Some people are asking for a limited memorial message or oral-history avatar, but they don’t want an open-ended chatbot. If you choose to opt in, require the following: written consent from your executor; noncommercial use by your family only (not including grandparents and grandchildren); time-limited (a frequent law term is not more than 20 years after taking effect) grants of rights; label synthetic media as such; secure storage with an access-controlled system and encryption at rest; respect provenance and watermarking. Ban reuse by third parties of political content, endorsements, and training.

Design a “kill switch” that allows your fiduciary to revoke permissions in case of harm, misuse, or platform policy changes.

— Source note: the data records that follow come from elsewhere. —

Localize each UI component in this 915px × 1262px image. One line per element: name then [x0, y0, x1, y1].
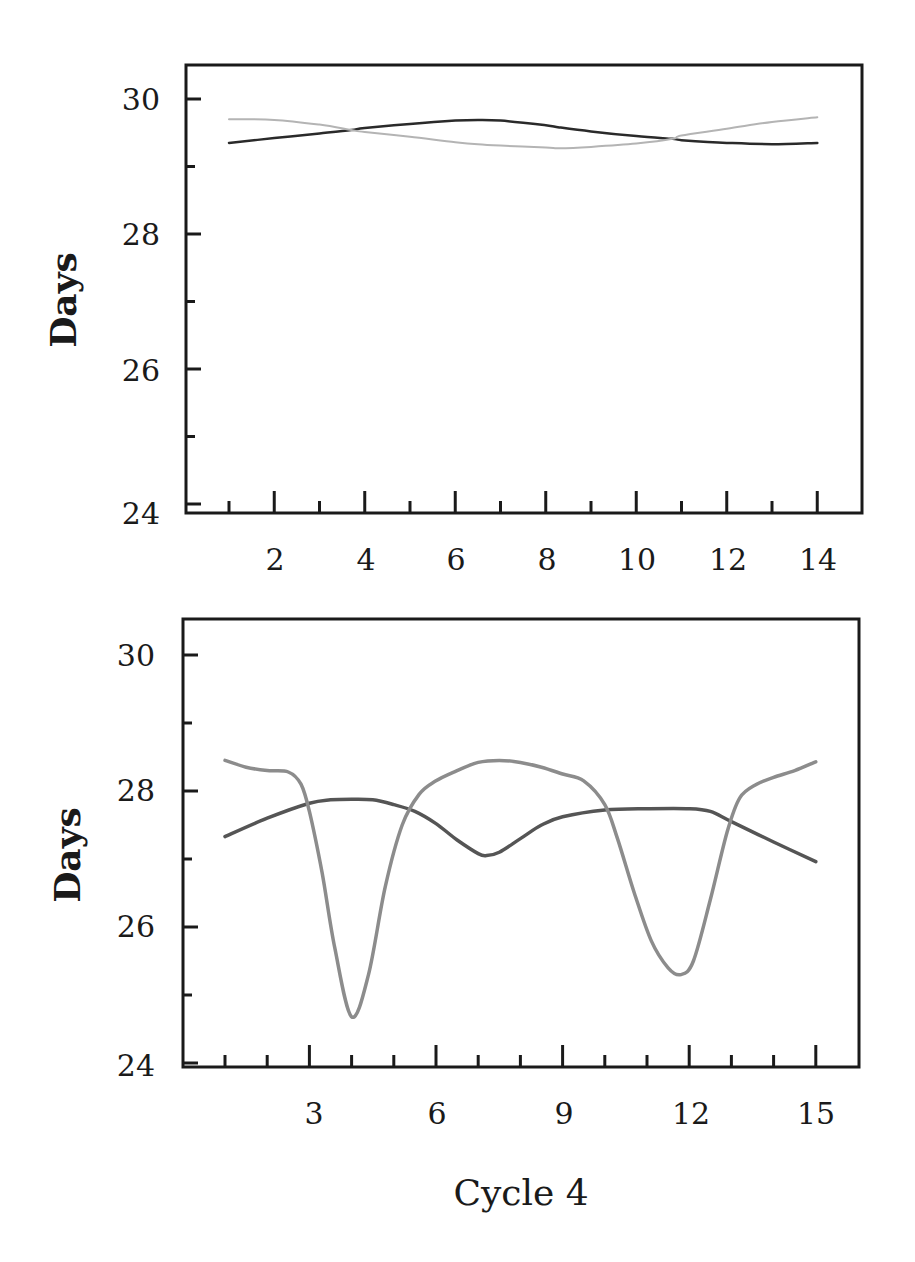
top-ytick-30: 30 [122, 82, 160, 117]
top-y-axis-title: Days [42, 252, 84, 348]
top-xtick-6: 6 [446, 542, 465, 577]
top-xtick-10: 10 [618, 542, 656, 577]
top-xtick-4: 4 [356, 542, 375, 577]
bottom-ytick-24: 24 [117, 1048, 155, 1083]
top-x-axis-ticks [229, 491, 817, 513]
top-plot-lines [229, 117, 817, 148]
bottom-plot-lines [225, 760, 816, 1017]
bottom-xtick-9: 9 [554, 1096, 573, 1131]
top-ytick-28: 28 [122, 217, 160, 252]
bottom-x-axis-ticks [225, 1045, 816, 1067]
bottom-y-axis-ticks [183, 655, 198, 1063]
top-plot-frame [186, 65, 862, 513]
bottom-ytick-28: 28 [117, 773, 155, 808]
top-xtick-2: 2 [265, 542, 284, 577]
bottom-xtick-6: 6 [427, 1096, 446, 1131]
bottom-y-tick-labels: 30 28 26 24 [117, 638, 155, 1083]
bottom-chart: 30 28 26 24 3 6 9 12 15 Days Cycle 4 [46, 619, 859, 1213]
top-xtick-12: 12 [709, 542, 747, 577]
top-xtick-8: 8 [537, 542, 556, 577]
bottom-plot-frame [183, 619, 859, 1067]
top-y-axis-ticks [186, 99, 201, 504]
bottom-xtick-3: 3 [304, 1096, 323, 1131]
bottom-xtick-15: 15 [797, 1096, 835, 1131]
bottom-y-axis-title: Days [46, 807, 88, 903]
bottom-x-axis-title: Cycle 4 [453, 1172, 588, 1213]
bottom-xtick-12: 12 [672, 1096, 710, 1131]
top-x-tick-labels: 2 4 6 8 10 12 14 [265, 542, 837, 577]
top-chart: 30 28 26 24 2 4 6 8 10 12 14 Days [42, 65, 862, 577]
bottom-ytick-26: 26 [117, 909, 155, 944]
bottom-x-tick-labels: 3 6 9 12 15 [304, 1096, 835, 1131]
top-xtick-14: 14 [799, 542, 837, 577]
top-y-tick-labels: 30 28 26 24 [122, 82, 160, 531]
top-ytick-26: 26 [122, 353, 160, 388]
figure: 30 28 26 24 2 4 6 8 10 12 14 Days 30 28 … [0, 0, 915, 1262]
top-ytick-24: 24 [122, 496, 160, 531]
bottom-light-series-line [225, 760, 816, 1017]
bottom-ytick-30: 30 [117, 638, 155, 673]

Prepare an Enforcement Plan Your Executor Can Use

Provide your executor with an operational playbook: budget for surveillance, create keyword and image alerts, and leave instructions about where to send takedowns (platform impersonation portals, app store complaint channels, DMCA notices for synthetic media using your copyrighted works). Nonprofits such as the Identity Theft Resource Center and legal clinics can help families.

To the extent permitted by law, your estate has available publicity rights, consumer protection statutes, and unfair competition claims for commercial misappropriation.

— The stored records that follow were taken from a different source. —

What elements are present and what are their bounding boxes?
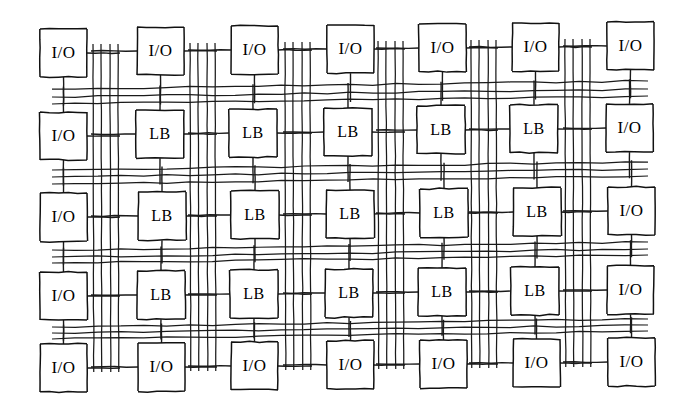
block-label: I/O (148, 41, 172, 60)
block-label: I/O (617, 118, 641, 137)
vertical-wire (207, 43, 208, 371)
io-block[interactable]: I/O (327, 25, 374, 74)
block-label: LB (524, 282, 545, 299)
block-pin-left (469, 363, 513, 364)
block-label: LB (151, 207, 172, 224)
block-pin-left (376, 292, 418, 293)
logic-block[interactable]: LB (136, 110, 184, 159)
block-label: I/O (619, 201, 643, 220)
block-label: LB (242, 124, 263, 141)
vertical-wire (471, 40, 472, 368)
logic-block[interactable]: LB (417, 105, 466, 154)
vertical-wire (565, 39, 566, 367)
block-label: LB (433, 204, 454, 221)
vertical-wire (93, 44, 94, 372)
block-label: I/O (51, 358, 75, 377)
block-pin-left (91, 51, 137, 52)
block-label: I/O (51, 207, 75, 226)
logic-block[interactable]: LB (513, 187, 562, 236)
block-pin-left (376, 213, 420, 214)
logic-block[interactable]: LB (420, 188, 469, 238)
io-block[interactable]: I/O (419, 340, 467, 389)
io-block[interactable]: I/O (231, 341, 278, 390)
logic-block[interactable]: LB (418, 268, 466, 317)
block-pin-right (561, 212, 592, 213)
io-block[interactable]: I/O (606, 104, 653, 152)
block-label: I/O (242, 40, 266, 59)
logic-block[interactable]: LB (137, 270, 186, 320)
vertical-wire (118, 44, 119, 372)
vertical-wire (310, 42, 311, 370)
io-block[interactable]: I/O (231, 25, 278, 75)
vertical-wire (386, 41, 387, 369)
io-block[interactable]: I/O (512, 23, 559, 72)
io-block[interactable]: I/O (608, 337, 656, 387)
vertical-wire (190, 43, 191, 371)
vertical-wire (590, 39, 591, 367)
block-pin-right (87, 53, 120, 54)
logic-block[interactable]: LB (325, 268, 373, 318)
io-block[interactable]: I/O (607, 265, 654, 315)
io-block[interactable]: I/O (137, 27, 184, 75)
io-block[interactable]: I/O (40, 28, 87, 77)
io-block[interactable]: I/O (40, 343, 87, 392)
io-block[interactable]: I/O (513, 339, 561, 387)
block-pin-left (469, 212, 513, 213)
vertical-wire (582, 39, 583, 367)
logic-block[interactable]: LB (326, 190, 375, 239)
vertical-wire (496, 40, 497, 368)
fpga-architecture-diagram: I/OI/OI/OI/OI/OI/OI/OI/OLBLBLBLBLBI/OI/O… (0, 0, 684, 412)
block-pin-left (283, 293, 325, 294)
logic-block[interactable]: LB (138, 191, 186, 241)
block-label: I/O (338, 39, 362, 58)
io-block[interactable]: I/O (418, 23, 466, 72)
io-block[interactable]: I/O (40, 272, 88, 320)
block-label: I/O (51, 43, 75, 62)
vertical-wire (395, 41, 396, 369)
block-label: LB (526, 203, 547, 220)
block-pin-left (283, 49, 327, 50)
logic-block[interactable]: LB (510, 267, 559, 316)
block-label: LB (339, 205, 360, 222)
vertical-wire (198, 43, 199, 371)
vertical-wire (285, 42, 286, 370)
block-label: LB (430, 121, 451, 138)
block-label: LB (244, 206, 265, 223)
block-label: I/O (51, 126, 75, 145)
io-block[interactable]: I/O (607, 21, 654, 70)
block-label: I/O (51, 286, 75, 305)
block-label: I/O (242, 356, 266, 375)
block-label: I/O (619, 352, 643, 371)
block-label: LB (523, 120, 544, 137)
vertical-wire (573, 39, 574, 367)
block-grid: I/OI/OI/OI/OI/OI/OI/OI/OLBLBLBLBLBI/OI/O… (39, 21, 655, 392)
logic-block[interactable]: LB (231, 190, 280, 239)
vertical-wire (488, 40, 489, 368)
block-pin-left (188, 366, 231, 367)
block-label: I/O (523, 37, 547, 56)
block-label: LB (338, 284, 359, 301)
logic-block[interactable]: LB (324, 108, 372, 156)
block-label: LB (149, 125, 170, 142)
block-label: I/O (524, 353, 548, 372)
vertical-wire (302, 42, 303, 370)
block-label: LB (243, 285, 264, 302)
vertical-wire (110, 44, 111, 372)
block-pin-left (91, 216, 138, 217)
fpga-diagram-canvas: I/OI/OI/OI/OI/OI/OI/OI/OLBLBLBLBLBI/OI/O… (0, 0, 684, 412)
io-block[interactable]: I/O (608, 186, 656, 235)
block-label: LB (337, 123, 358, 140)
logic-block[interactable]: LB (510, 104, 558, 153)
io-block[interactable]: I/O (138, 343, 185, 393)
logic-block[interactable]: LB (229, 269, 278, 318)
io-block[interactable]: I/O (39, 112, 87, 160)
io-block[interactable]: I/O (327, 340, 374, 389)
io-block[interactable]: I/O (40, 192, 88, 242)
vertical-wire (403, 41, 404, 369)
logic-block[interactable]: LB (229, 109, 278, 158)
block-pin-left (188, 133, 229, 134)
block-pin-right (465, 130, 498, 131)
vertical-wire (101, 44, 102, 372)
block-label: I/O (431, 354, 455, 373)
block-pin-left (563, 362, 608, 363)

Have the Family Conversation Before It’s Too Late

Grief experts warn that so-called “griefbots” could alter memories, not preserve them. Discuss with your family what would honor your values and comfort them as they heal. Make it known: what is to be maintained as true history — and what should never be reenacted.

A Quick Action List to Lock Down Your Likeness

  • Check what digital accounts and content you have, as well as any biometric data you have shared.
  • Insert specific instructions related to your will in the form of explicit AI likeness directives, and a letter of instruction.
  • Appoint and brief a digital fiduciary; legacy-enable influential platforms.
  • Delete workout history and opt out with data brokers; save requests for your estate.
  • Encode source in authentic media; publicize a no-AI-use policy for your content.
  • Encase any allowed memorial tech with stringent guardrails and a kill switch.
  • Allocate funds for monitoring and legal takedowns; document escalation paths.
  • Most of all, tell your loved ones exactly how you want to be remembered — and what should never speak in your name.
Gregory Zuckerman
ByGregory Zuckerman
Gregory Zuckerman is a veteran investigative journalist and financial writer with decades of experience covering global markets, investment strategies, and the business personalities shaping them. His writing blends deep reporting with narrative storytelling to uncover the hidden forces behind financial trends and innovations. Over the years, Gregory’s work has earned industry recognition for bringing clarity to complex financial topics, and he continues to focus on long-form journalism that explores hedge funds, private equity, and high-stakes investing.